The answer to broken vows is kept vows, whether it be the vow of purity within celibacy or of marital purity and fidelity. The means of keeping vows is a return to basics; a return to holiness and an abandonment of our false hope in panaceas—in politico-social engineering.
Holiness and purity are inseparable and always lead to justice.
How and why did the monastic system come to its demise? We can spend a lot of time looking at history and cultural trends, but in the end, monasticism is headed down the slippery slope of irrelevance the same way that anything does: one sin at a time.

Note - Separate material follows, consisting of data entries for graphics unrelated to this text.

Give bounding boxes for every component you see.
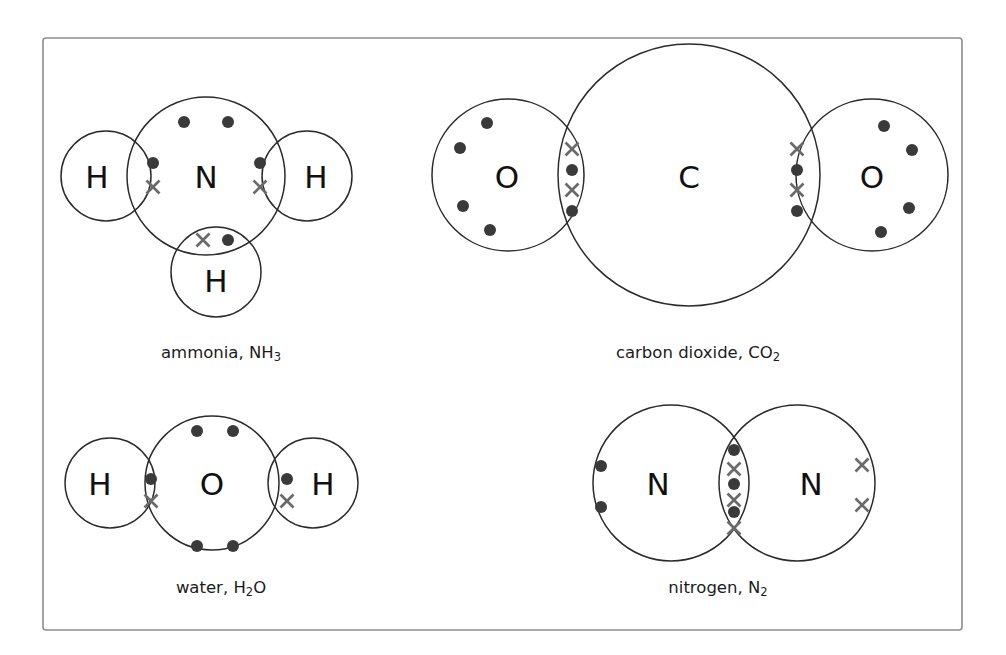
atom-symbol-h: H (311, 466, 334, 502)
atom-symbol-h: H (88, 466, 111, 502)
atom-symbol-h: H (304, 159, 327, 195)
electron-dot (145, 473, 157, 485)
atom-symbol-h: H (85, 159, 108, 195)
atom-symbol-n: N (194, 159, 217, 195)
electron-dot (791, 164, 803, 176)
lone-pair-electron (222, 116, 234, 128)
lone-pair-electron (227, 540, 239, 552)
atom-symbol-n: N (646, 466, 669, 502)
lone-pair-electron (595, 501, 607, 513)
electron-dot (227, 425, 239, 437)
electron-dot (903, 202, 915, 214)
electron-dot (906, 144, 918, 156)
lone-pair-electron (227, 425, 239, 437)
lone-pair-electron (191, 540, 203, 552)
electron-dot (147, 157, 159, 169)
electron-dot (454, 142, 466, 154)
electron-dot (457, 200, 469, 212)
molecule-caption-water: water, H2O (176, 578, 266, 600)
electron-dot (222, 116, 234, 128)
electron-dot (566, 164, 578, 176)
lone-pair-electron (875, 226, 887, 238)
electron-dot (728, 444, 740, 456)
atom-symbol-o: O (200, 466, 224, 502)
electron-dot (227, 540, 239, 552)
atom-symbol-h: H (204, 263, 227, 299)
lone-pair-electron (457, 200, 469, 212)
lone-pair-electron (178, 116, 190, 128)
lone-pair-electron (481, 117, 493, 129)
electron-dot (878, 120, 890, 132)
lone-pair-electron (903, 202, 915, 214)
electron-dot (222, 234, 234, 246)
electron-dot (595, 460, 607, 472)
lone-pair-electron (878, 120, 890, 132)
atom-symbol-o: O (495, 159, 519, 195)
atom-symbol-n: N (799, 466, 822, 502)
lone-pair-electron (906, 144, 918, 156)
electron-dot (191, 540, 203, 552)
lone-pair-electron (595, 460, 607, 472)
electron-dot (791, 205, 803, 217)
electron-dot (728, 506, 740, 518)
lone-pair-electron (454, 142, 466, 154)
molecule-caption-carbon-dioxide: carbon dioxide, CO2 (616, 343, 780, 365)
electron-dot (178, 116, 190, 128)
electron-dot (281, 473, 293, 485)
diagram-canvas: NHHHammonia, NH3COOcarbon dioxide, CO2OH… (0, 0, 1006, 655)
lone-pair-electron (484, 224, 496, 236)
lone-pair-electron (191, 425, 203, 437)
electron-dot (875, 226, 887, 238)
atom-symbol-c: C (678, 159, 700, 195)
electron-dot (254, 157, 266, 169)
molecule-diagram-figure: NHHHammonia, NH3COOcarbon dioxide, CO2OH… (0, 0, 1006, 655)
atom-symbol-o: O (860, 159, 884, 195)
electron-dot (566, 205, 578, 217)
molecule-caption-nitrogen: nitrogen, N2 (668, 578, 767, 600)
electron-dot (728, 478, 740, 490)
electron-dot (595, 501, 607, 513)
molecule-caption-ammonia: ammonia, NH3 (161, 343, 281, 365)
electron-dot (484, 224, 496, 236)
electron-dot (191, 425, 203, 437)
electron-dot (481, 117, 493, 129)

Nations don’t sin; the Church doesn’t sin; people sin—persons. The human person—and therefore the culture we produce—seems perpetually doomed to bouncing between bling and modesty, instant gratification and austerity, avarice, and detachment. Modesty, austerity, and detachment are hard; bling, instant gratification, and avarice are empty. The pendulum swings from the difficult and rewarding to the easy and empty and back again.
The cultural pendulum exists solely because the search for a panacea continues.
That search is always reinvigorated by evil in the name of some supposed good. Just as surely as hope springs eternal, delusion will always be there to compete.
Can the monastic community be rebuilt? Yes. It can be rebuilt in the homes of the faithful and rebuilt it will be.
Having our children educated by the state creates a huge hurdle. There was a time when many, perhaps most, Catholic children were educated by celibates who were faithful to their vows. I remember, with no small fondness, the love of the sisters and priests who taught me. Yes, they were flawed—we all are—but they were beautiful.
A monastic community will emanate organically from families whose communal substance involves spiritual reflection. No Church top-down promotion of the monastic life will do.
Children have to experience joy, discovered in charity fostered by silence, reflection, modesty, austerity, and abandonment—things they can only come to appreciate via example; things that they may be driven toward, as was Shia LeBeouf, by the noisy, pointless emptiness of the culture around them.
3 thoughts on “Celibacy to the Rescue ”
Celibacy to the Rescue – a very well written and inspiring piece. The author Jerome German has lived a life that’s included many accomplishments . No doubt he would be a great person to get to know. Jerome, thanks for sharing your thoughts and shedding some light on this subject that’s probably confusing to many.